Wisconsin Potato Farm Wins Environmental Award
Congratulations to Heartland Farms — a fifth generation family farm headquartered in Hancock, Wisconsin — for winning the 2011 National Potato Council Environmental Stewardship Award.
Sustainability has long been a practice for the Pavelski family. The original farm consisted of 80 acres and was started by August Pavelski — great-great-grandfather to Richard Pavelski, current CEO of Heartland Farms — in 1873. By 1908, the Pavelski family was shipping potatoes to Chicago by rail car. Today, the farm consists of 15,000 acres, with 8,000 acres dedicated to growing sustainable potatoes for the potato chip industry.
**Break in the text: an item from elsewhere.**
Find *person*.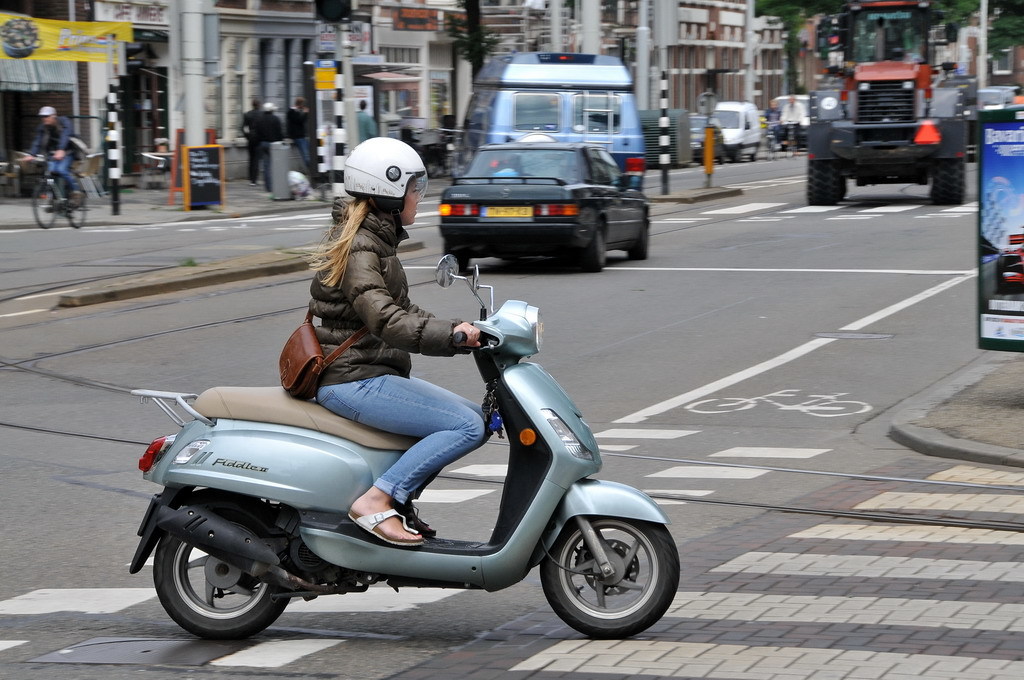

Heartland Farms has advanced storage facilities that can hold 175,000 tons of produce and ships about 60 truck loads each day.
In order to be a quality food source, notes Jeremie Pavelski, growers need to preserve the very resources that are their livelihood. To that end, the Pavelski family teams with University of Wisconsin-Madison (UW) researchers on a wide variety of sustainable projects — always seeking to improve their sustainable means of farming.
Heartland Farms:
- Preserves and protects natural resources.
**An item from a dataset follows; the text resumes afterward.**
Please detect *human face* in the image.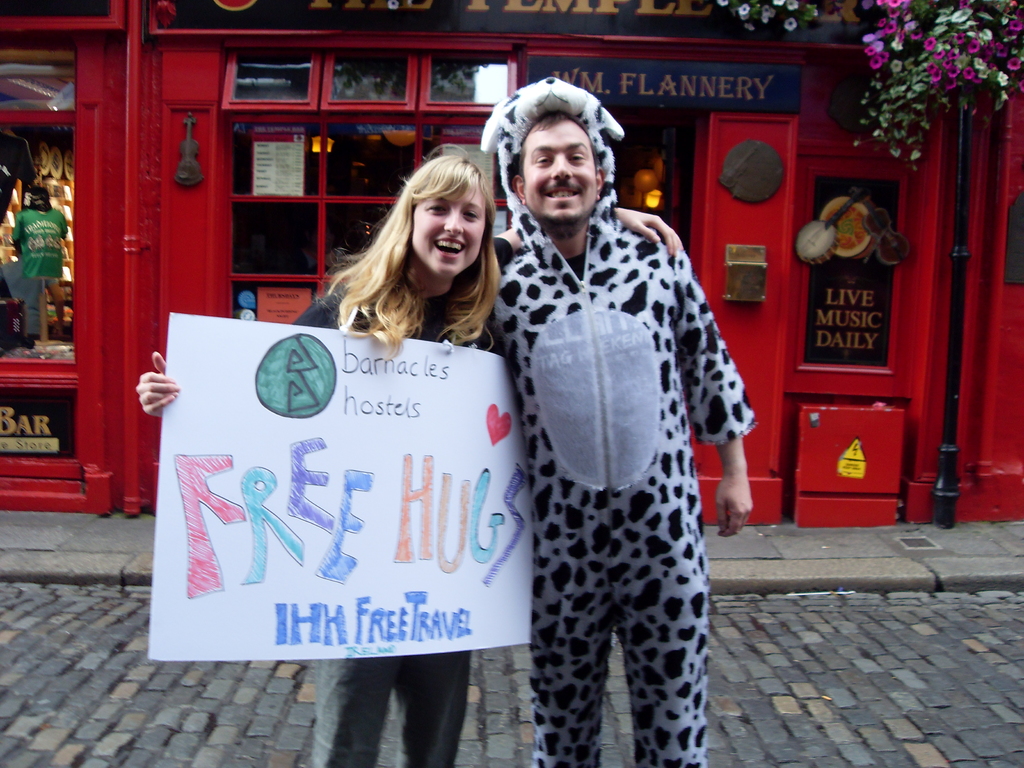
{"left": 522, "top": 122, "right": 599, "bottom": 222}.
- Takes care of its employees and its community.
- Works to develop economically viable means of sustainable farming that don’t sacrifice long-term conservation and preservation goals for short-term profits.
As part of its sustainable practices, Heartland Farms:
- Utilizes low horse power and low pressure irrigation systems with drop nozzles that reduce water loss and power use. They also utilize soil moisture probes and work with UW-Madison researchers to fine tune the irrigation schedule to ensure that water resources are preserved without placing the plants in water stress that can reduce crop outputs. Heartland Farms is also part of the Central Wisconsin Groundwater Taskforce and partakes in studies to measure how water fluctuates in irrigation wells throughout Wisconsin. All potatoes are washed with recycled water.
- Practices Integrated Pest Management (IPM) to control pests that can damage crops. Crop scouts monitor fields for pests and then specific areas are targeted for spraying. Crops are also rotated to limit increases in pest populations and pest mitigation resources are rotated to ensure that pests do not build resistance to treatments.
- Utilizes advanced technologies to prevent nematodes from destroying the roots of plants, with specific and reduced fumigant applications made in targeted areas only.
- Has reclaimed land ravaged by a forest fire. Rather than simply burning the stumps of dead trees, Heartland Farms had the stumps converted to chips that are used as a fuel source by a local power plant.
- Restores natural habits on its non-farmed lands in order to preserve natural environments for deer, turkey, endangered Blue Karner Butterflies, waterfowl and cranes.